You leave Susanville and ride north through pine forest, lava beds, and cold mountain air. Oregon opens beneath a hard blue sky. Towns thin out. Gas stations stand alone beside the highway. Idaho spreads into broad valleys beneath distant mountains. Wyoming feels raw — wind across open range, snow on the peaks, ranch towns pressed low against the land. Days narrow to fuel, weather, and the sound of motorcycles crossing the West.

Past the Black Hills, the land softens into farms, rivers, grain elevators, and humid evenings. Nebraska and Iowa pass in long green miles. Illinois and Indiana bring thicker traffic and older towns. Kentucky rises into hills again. Then East Tennessee closes around you with green ridges, narrow valleys, and heavy summer air. After the silence and distance of the West, home feels close and familiar.

Rode to Greeneville, Tennessee, yesterday to have Baja Ron’s mechanics go over my 2011 Can-Am.

BajaRon Performance Suspension began in Greeneville when Ron tackled the loose handling of early Can-Am Spyders.

His anti-sway bar transformed the machine. The stock setup let the Spyder lean too far in curves. Ron’s bar tied the front suspension together more firmly, cut body roll, steadied the chassis, and reduced rider fatigue without roughening the ride.

Word spread through Spyder forums and rider groups. Riders began traveling from around the country for the BajaRon setup.

The sway bar built the company’s reputation. Many Spyder owners still call it the first modification the machine needs.

Ron told me that fifteen years ago he flew to Greeneville from his hometown in San Diego on a business venture.

“I’m not buying anything,” he said.

By the end of the day he’d purchased a home and has lived in Greene County ever since.

I further modified my 2011 RT by expanding the breather, adding improved copper spark plug wires, expanding the lighting on both ends, and mounting car tires to replace the original Kendas.

New Generals all around became almost as significant an improvement as the Baja Ron anti-sway bar mod.

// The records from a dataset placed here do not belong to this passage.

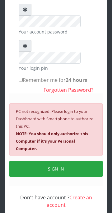  I want to click on small: PC not recognized. Please login to your Dashboard with Smartphone to authorize this PC., so click(54, 130).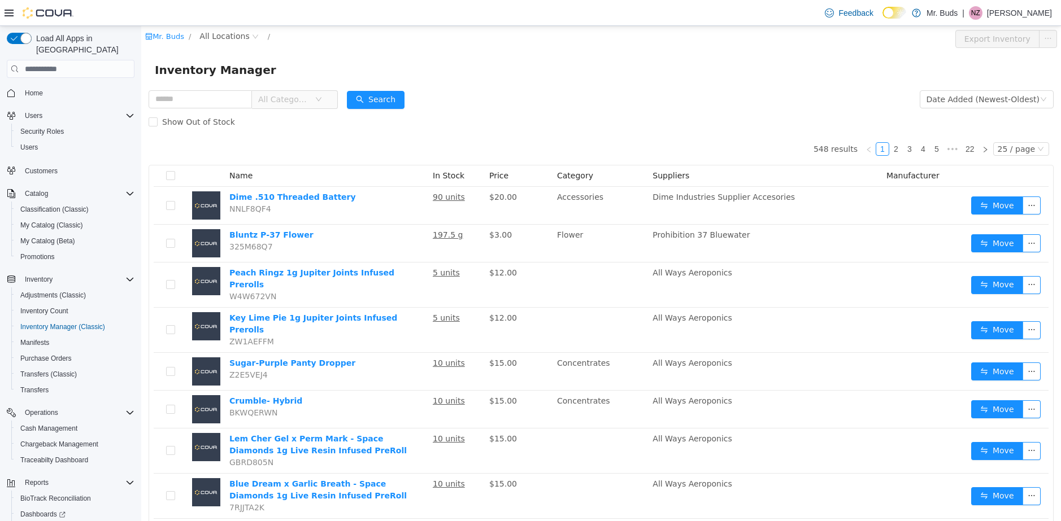 The height and width of the screenshot is (521, 1061). Describe the element at coordinates (124, 375) in the screenshot. I see `a: Crumble- Hybrid` at that location.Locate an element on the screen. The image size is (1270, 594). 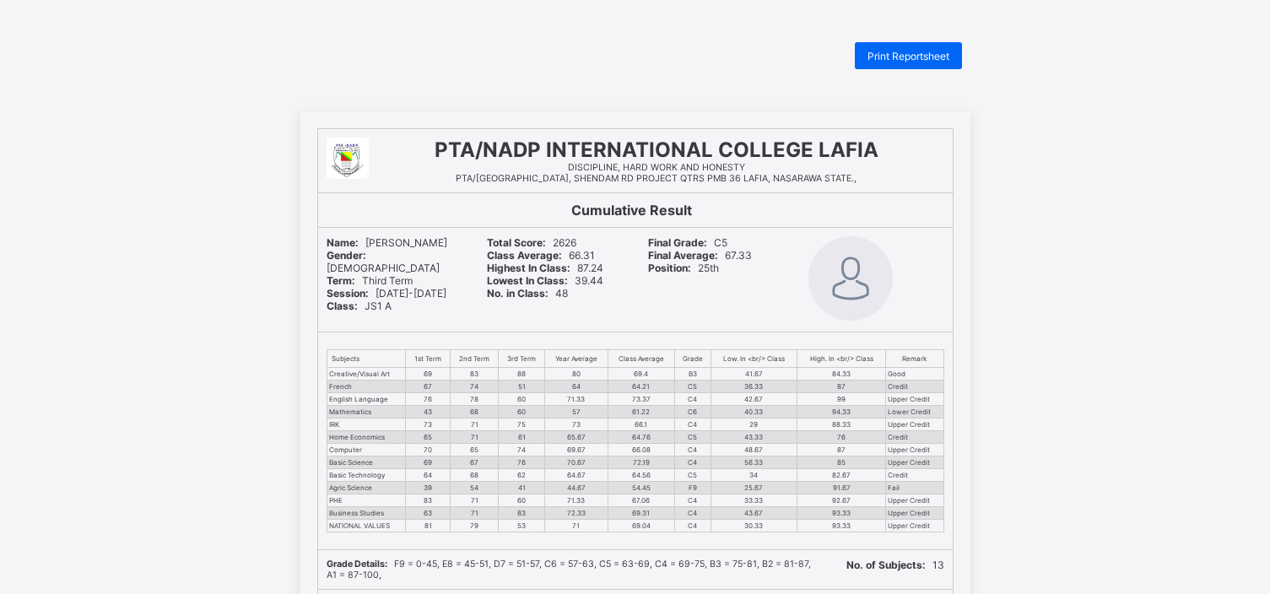
td: 69.04 is located at coordinates (641, 526).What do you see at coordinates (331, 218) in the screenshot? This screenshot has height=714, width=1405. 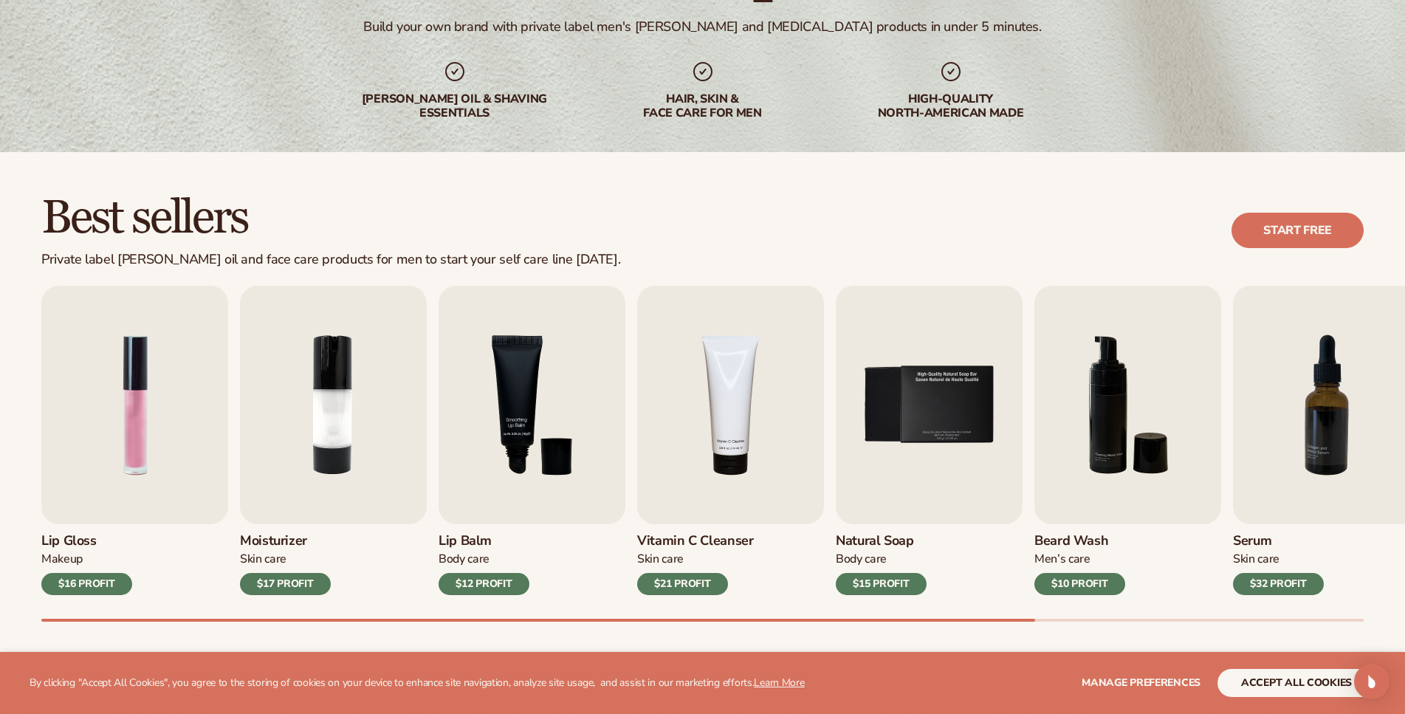 I see `h2: Best sellers` at bounding box center [331, 218].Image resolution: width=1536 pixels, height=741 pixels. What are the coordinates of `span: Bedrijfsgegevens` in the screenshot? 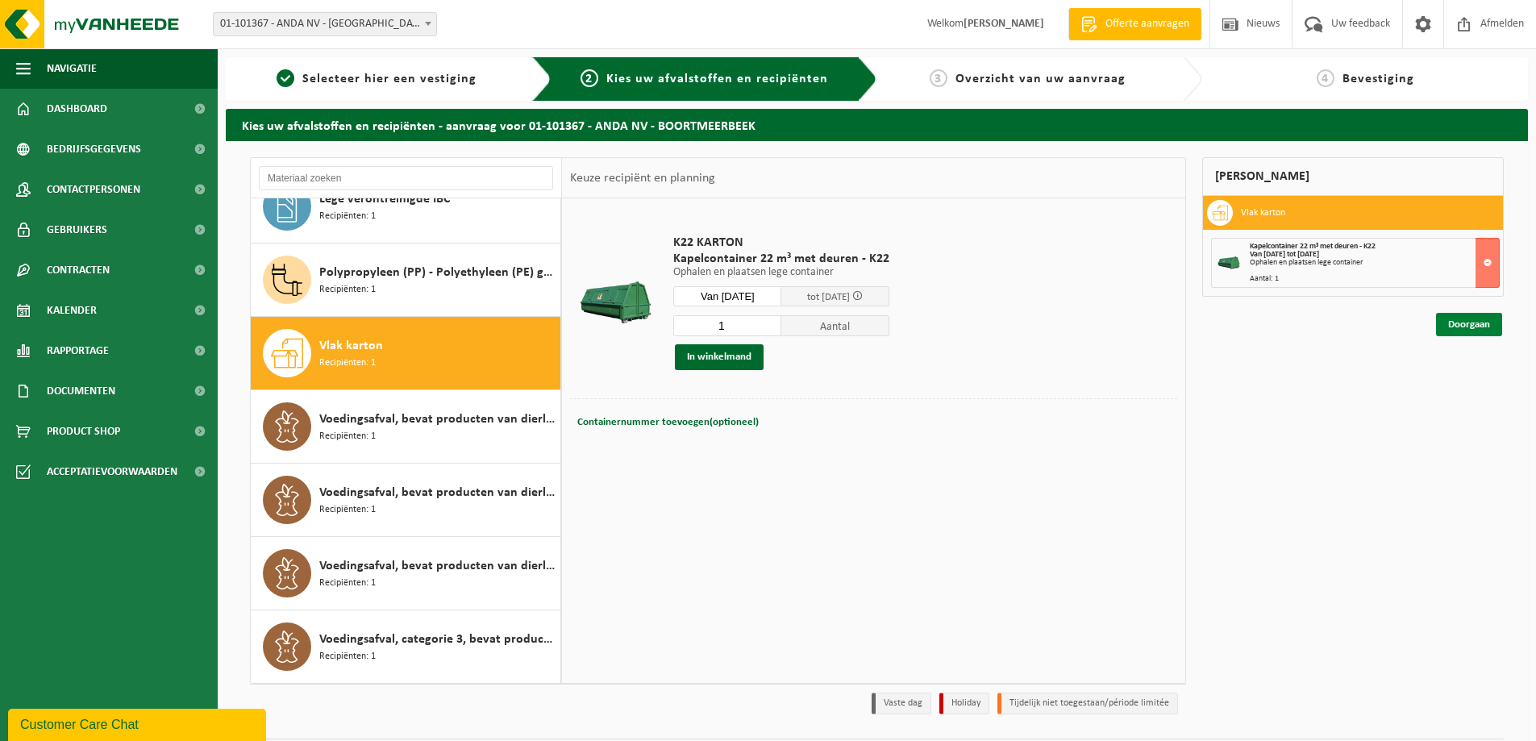 It's located at (94, 149). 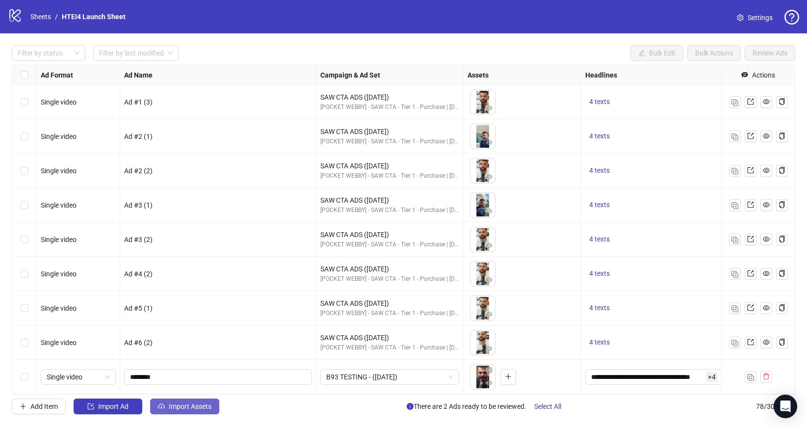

While waiting for my motorcycle to be serviced, I took photos of local historic sites downtown, including the sculpture of Andrew Johnson.

Greeneville is full of interesting historic sites, including Tusculum University, The Doak House Museum, and Johnson’s burial site.


Gene Scott grew up on a tenant farm outside Sheffield, Illinois, surrounded by hogs, motorcycles, storytelling, and the hard realities of Midwestern working life.

A lifelong reader, songwriter, photographer, and novelist, Scott writes fiction rooted in working-class America, Appalachian culture, memory, faith, loss, endurance, and the strange beauty hidden inside ordinary lives.

My paternal grandfather grew up on Harleys in the 1930s. This picture is from the late ’50s.

My dad on his Gold Wing.

This was one of our first dates, riding from Chicago to the Mississippi and back.